A press release from the House Ways and Means Committee:
Today, Ways & Means Committee Chairman Richard E. Neal (D-MA), Social Security Subcommittee Chairman John B. Larson (D-CT), and Worker and Family Support Subcommittee Chairman Danny K. Davis (D-IL) sent a letter to Social Security Administration (SSA) Acting Commissioner Nancy A. Berryhill, highlighting their concerns with SSA’s failure to negotiate in good faith with the American Federation of Government Employees (AFGE), which represents 45,000 of the agency’s employees. In its contract negotiations, SSA is deliberately pursuing several anti-union policies that a U.S. District Court previously blocked.
“SSA’s employees touch the lives of millions of Americans, ensuring that they are able to receive the benefits they have earned,” wrote Neal, Larson, and Davis. “Every day, they make sure that workers can afford to retire, that people with disabilities can live with dignity, and that widows and dependents are protected from destitution after losing a breadwinner’s income. Undermining SSA employees’ fundamental workplace rights and collective bargaining rights will immediately weaken the agency’s ability to fulfill its mission – delivering quality Social Security services to the public. We will not stand by while that happens.”
The members urged SSA to return to the bargaining table with AFGE and negotiate in good faith.
Full text of the letter is available HERE.
3 comments:
I was a member of that union when I was a CR. All I ever saw it do was take a full time TII CR out of rotation doing SSA work and have him doing Union Business all the time while we had to take his workload. Useless. Glad to not be a member any longer and even happier not being a CR. 60% of my training class left SSA as CRs within 8 years.
Help get the benefits you earn and live with dignity, that's a joke. My husband just got denied disability after 2 years wait and yes we had strong medical evidence.Lawyer says it could be two more years waiting for appeal or we can re file and lose the past 2 years of money owed to us. Meanwhile, after paying in to the system for 37 years we are going to lose everything we worked for.
I'm always amazed at those people on the front lines who questioned the utility of the unions in their own offices. If it wasn't for the Union's many of you wouldn't get overtime, no comp time, no credit hours, no telework ( I'm running out of space here)...
Unions don't always do the right thing, but if they weren't there you would never get the right thing. Maybe you're just angry at the fact that you had to pick up a little of somebody else's work.
As to anyting in "good faith" coming from the administrators of the agencies in our current political situation, that word seems to be used a lot whenever the agency is talking to an employee or to a union, etc etc. They use that word almost as though they're in preparation for litigation. But it's just words.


Exactly as written, transcribe the lines that run from the one containing "The screen is" to the end of the records below.

Collected data
####

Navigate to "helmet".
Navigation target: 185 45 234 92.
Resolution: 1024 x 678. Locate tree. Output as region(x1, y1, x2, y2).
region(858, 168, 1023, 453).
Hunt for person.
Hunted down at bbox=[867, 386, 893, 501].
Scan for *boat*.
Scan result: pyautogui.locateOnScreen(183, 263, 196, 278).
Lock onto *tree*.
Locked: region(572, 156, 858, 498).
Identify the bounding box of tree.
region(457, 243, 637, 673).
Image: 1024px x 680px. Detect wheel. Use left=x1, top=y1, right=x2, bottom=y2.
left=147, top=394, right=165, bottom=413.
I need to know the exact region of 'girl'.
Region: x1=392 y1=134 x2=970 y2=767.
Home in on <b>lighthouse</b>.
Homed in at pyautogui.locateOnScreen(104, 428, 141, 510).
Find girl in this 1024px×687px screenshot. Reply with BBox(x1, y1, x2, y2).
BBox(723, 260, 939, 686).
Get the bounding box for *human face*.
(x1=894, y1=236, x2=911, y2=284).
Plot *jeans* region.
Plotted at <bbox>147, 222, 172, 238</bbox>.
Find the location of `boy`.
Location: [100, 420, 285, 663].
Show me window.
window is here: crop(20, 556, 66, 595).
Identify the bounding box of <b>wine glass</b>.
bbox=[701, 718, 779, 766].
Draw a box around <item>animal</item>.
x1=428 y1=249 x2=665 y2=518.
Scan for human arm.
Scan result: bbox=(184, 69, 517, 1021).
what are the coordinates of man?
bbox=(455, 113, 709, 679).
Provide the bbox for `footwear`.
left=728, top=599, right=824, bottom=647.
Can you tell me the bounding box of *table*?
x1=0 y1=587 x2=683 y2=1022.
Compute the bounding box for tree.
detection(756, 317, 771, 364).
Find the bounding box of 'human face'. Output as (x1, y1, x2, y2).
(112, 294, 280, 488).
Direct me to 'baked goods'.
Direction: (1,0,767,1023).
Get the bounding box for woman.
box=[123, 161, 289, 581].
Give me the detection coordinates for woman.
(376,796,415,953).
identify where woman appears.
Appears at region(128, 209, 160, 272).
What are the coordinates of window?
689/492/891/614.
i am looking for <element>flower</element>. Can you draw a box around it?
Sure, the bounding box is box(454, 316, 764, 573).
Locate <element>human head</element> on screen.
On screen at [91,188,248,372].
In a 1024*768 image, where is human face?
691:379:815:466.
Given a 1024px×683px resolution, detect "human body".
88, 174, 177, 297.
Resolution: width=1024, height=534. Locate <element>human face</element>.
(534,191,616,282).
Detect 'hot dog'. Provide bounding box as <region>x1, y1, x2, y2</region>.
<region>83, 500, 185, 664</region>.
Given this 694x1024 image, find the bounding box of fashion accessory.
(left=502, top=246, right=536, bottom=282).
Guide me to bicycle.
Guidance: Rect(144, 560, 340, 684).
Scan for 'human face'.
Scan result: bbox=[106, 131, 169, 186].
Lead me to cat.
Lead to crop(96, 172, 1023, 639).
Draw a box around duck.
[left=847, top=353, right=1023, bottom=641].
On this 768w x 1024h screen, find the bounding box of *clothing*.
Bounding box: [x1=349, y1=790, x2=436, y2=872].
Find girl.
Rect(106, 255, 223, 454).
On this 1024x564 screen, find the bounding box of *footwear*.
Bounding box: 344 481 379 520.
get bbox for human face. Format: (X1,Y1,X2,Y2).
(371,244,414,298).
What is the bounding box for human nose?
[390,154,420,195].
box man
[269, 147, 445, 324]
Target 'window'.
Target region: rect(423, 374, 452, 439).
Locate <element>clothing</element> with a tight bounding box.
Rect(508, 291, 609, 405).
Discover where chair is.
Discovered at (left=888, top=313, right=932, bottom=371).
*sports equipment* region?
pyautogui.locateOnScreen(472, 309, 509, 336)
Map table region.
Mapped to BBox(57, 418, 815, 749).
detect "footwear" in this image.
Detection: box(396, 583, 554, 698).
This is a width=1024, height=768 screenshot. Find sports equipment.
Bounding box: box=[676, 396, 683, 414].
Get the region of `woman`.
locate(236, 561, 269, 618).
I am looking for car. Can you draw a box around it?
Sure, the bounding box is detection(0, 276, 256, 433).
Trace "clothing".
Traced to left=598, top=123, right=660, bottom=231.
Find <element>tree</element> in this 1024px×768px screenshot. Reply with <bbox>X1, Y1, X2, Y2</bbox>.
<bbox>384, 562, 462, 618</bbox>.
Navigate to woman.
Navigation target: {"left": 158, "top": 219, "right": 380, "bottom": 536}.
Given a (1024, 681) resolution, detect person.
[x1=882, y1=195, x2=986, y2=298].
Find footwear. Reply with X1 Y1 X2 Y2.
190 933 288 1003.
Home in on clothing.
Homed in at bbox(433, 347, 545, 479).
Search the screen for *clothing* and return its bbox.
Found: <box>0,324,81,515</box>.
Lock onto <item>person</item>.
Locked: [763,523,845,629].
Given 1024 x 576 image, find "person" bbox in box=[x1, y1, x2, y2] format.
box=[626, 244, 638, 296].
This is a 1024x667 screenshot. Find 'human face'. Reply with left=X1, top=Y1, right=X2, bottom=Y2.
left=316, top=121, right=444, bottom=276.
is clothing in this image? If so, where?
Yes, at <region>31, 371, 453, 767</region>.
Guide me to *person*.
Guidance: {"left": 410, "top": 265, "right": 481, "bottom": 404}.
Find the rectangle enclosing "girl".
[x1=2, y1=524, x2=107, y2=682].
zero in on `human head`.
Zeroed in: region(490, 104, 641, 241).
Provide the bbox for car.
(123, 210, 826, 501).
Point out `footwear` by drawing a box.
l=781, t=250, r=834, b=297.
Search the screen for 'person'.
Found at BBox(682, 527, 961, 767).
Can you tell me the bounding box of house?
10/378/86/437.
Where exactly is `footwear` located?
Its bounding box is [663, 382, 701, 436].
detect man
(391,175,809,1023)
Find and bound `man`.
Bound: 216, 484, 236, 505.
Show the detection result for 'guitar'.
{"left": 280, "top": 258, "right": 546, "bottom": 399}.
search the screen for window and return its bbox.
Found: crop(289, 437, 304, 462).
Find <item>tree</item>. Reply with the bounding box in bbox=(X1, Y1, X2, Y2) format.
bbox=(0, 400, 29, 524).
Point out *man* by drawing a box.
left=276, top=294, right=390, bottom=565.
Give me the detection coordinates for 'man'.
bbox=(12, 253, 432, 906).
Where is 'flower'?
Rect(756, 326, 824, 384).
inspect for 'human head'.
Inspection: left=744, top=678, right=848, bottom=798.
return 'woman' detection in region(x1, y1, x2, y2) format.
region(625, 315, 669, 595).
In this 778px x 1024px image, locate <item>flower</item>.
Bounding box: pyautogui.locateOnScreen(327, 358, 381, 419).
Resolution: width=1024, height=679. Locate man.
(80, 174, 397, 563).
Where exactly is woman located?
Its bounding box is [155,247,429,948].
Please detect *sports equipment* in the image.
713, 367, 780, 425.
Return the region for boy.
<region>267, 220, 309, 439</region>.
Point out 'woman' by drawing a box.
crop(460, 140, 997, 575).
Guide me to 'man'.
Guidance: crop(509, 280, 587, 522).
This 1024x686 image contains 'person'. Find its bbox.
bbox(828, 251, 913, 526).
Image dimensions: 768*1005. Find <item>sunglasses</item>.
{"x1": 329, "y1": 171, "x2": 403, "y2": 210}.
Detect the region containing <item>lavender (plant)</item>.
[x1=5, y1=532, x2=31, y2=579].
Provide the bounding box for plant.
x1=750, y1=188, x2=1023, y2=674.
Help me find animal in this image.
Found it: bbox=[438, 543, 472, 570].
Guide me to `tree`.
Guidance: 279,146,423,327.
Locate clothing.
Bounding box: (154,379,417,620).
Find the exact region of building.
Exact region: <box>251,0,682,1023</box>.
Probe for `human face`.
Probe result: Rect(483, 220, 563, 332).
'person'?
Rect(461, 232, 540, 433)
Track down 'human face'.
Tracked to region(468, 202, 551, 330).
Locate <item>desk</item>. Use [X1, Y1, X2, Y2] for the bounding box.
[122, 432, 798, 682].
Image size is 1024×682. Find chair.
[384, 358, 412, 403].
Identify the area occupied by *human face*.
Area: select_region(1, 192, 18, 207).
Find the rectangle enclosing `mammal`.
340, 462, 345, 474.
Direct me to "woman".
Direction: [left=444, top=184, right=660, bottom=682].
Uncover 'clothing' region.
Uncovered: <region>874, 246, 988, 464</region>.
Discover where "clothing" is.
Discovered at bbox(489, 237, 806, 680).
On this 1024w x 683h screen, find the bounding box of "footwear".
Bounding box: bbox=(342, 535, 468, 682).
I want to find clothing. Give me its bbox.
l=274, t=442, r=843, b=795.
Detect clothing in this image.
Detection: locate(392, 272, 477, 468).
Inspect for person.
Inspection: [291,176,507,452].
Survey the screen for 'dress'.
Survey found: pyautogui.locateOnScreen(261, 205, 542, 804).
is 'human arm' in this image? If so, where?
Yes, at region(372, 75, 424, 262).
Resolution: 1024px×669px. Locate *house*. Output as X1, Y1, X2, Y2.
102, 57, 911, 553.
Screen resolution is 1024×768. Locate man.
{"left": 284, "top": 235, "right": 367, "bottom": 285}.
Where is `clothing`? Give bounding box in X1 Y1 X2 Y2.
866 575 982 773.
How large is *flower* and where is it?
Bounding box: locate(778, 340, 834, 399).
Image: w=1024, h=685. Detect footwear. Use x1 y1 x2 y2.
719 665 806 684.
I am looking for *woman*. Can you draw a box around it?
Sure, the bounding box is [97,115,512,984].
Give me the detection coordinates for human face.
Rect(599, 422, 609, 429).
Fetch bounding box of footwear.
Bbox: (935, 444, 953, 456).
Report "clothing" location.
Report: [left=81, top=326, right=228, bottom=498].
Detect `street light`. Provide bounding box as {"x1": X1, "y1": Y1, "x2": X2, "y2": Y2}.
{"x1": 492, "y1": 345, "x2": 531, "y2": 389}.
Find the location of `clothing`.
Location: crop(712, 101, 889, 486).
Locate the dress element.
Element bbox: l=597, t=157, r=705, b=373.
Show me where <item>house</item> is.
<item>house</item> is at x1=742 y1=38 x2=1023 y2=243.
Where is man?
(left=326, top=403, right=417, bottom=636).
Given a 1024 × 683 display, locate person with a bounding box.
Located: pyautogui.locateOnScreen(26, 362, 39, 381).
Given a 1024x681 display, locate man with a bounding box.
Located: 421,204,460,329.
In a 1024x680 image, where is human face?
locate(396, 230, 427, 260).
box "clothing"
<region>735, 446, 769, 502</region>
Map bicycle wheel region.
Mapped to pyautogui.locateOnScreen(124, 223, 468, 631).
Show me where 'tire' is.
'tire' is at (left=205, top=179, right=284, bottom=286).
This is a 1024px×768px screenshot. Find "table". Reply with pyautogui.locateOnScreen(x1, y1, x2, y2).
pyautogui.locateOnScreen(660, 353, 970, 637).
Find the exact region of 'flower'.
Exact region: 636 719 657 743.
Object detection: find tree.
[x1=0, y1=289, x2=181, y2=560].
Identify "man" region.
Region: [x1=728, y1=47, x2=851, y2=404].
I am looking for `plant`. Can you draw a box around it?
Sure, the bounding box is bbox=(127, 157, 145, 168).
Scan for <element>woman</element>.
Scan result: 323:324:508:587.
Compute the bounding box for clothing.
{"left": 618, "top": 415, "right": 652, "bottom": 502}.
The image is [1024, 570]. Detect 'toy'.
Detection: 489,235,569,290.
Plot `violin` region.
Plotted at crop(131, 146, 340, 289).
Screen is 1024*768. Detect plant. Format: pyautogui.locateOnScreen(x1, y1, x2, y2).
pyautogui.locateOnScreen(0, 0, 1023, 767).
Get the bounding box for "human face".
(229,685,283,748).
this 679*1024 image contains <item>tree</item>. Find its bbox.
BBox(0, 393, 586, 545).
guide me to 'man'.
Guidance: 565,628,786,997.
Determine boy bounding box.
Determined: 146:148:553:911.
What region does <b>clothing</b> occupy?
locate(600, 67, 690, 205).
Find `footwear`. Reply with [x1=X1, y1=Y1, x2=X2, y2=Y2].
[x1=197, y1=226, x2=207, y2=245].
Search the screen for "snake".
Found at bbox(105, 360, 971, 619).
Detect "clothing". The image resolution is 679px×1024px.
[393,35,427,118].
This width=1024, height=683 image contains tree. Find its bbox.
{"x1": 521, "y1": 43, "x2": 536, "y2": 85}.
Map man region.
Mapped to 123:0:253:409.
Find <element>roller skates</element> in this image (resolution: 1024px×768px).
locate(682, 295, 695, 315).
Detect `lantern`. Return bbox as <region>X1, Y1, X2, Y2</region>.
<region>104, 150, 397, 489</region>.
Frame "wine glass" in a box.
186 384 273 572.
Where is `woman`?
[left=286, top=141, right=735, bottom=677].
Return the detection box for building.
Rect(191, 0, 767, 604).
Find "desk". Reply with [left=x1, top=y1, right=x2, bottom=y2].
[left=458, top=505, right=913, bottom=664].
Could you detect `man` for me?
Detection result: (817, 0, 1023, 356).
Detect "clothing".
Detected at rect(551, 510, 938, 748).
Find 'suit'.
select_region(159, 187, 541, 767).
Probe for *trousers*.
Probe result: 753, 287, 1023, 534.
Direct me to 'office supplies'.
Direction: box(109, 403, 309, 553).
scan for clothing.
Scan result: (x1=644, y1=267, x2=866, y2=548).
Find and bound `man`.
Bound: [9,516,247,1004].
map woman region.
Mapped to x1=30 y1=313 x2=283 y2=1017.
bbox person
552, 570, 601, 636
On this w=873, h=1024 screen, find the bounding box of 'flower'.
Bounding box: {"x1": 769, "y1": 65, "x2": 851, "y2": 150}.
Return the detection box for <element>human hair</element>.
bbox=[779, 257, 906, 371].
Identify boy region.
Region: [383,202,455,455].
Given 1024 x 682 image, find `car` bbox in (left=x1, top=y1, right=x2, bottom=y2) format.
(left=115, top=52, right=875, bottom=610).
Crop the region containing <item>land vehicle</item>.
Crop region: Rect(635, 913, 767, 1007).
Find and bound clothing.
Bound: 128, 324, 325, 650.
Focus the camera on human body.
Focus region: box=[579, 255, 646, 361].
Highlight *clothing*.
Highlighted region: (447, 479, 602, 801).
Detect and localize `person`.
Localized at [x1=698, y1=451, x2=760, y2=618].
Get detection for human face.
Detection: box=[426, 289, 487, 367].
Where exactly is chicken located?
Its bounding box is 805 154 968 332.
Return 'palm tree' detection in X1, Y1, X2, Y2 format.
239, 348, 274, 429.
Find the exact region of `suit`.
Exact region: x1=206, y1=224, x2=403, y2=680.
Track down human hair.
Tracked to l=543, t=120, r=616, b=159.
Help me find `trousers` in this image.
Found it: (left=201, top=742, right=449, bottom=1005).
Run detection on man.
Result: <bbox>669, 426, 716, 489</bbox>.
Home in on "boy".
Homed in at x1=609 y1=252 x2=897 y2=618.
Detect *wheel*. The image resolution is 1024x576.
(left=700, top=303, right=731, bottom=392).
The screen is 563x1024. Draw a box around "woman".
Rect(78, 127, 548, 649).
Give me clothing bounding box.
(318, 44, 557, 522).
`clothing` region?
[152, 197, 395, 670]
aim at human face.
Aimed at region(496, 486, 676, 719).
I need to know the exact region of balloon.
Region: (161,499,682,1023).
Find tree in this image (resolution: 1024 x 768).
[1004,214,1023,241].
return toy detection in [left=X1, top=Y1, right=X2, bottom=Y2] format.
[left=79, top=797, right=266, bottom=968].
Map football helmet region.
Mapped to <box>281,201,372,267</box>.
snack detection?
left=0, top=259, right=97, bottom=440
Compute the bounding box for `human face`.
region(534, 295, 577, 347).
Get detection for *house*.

####

Result for this task ▸
The screen is 563x1024. Draw a box around "woman".
Rect(78, 127, 548, 649).
Give me clothing bounding box.
(318, 44, 557, 522).
`clothing` region?
[152, 197, 395, 670]
aim at human face.
Aimed at region(496, 486, 676, 719).
I need to know the exact region of balloon.
Region: (161,499,682,1023).
Find tree in this image (resolution: 1024 x 768).
[1004,214,1023,241].
return toy detection in [left=X1, top=Y1, right=X2, bottom=Y2] format.
[left=79, top=797, right=266, bottom=968].
Map football helmet region.
Mapped to <box>281,201,372,267</box>.
snack detection?
left=0, top=259, right=97, bottom=440
Compute the bounding box for `human face`.
region(534, 295, 577, 347).
Get detection for *house*.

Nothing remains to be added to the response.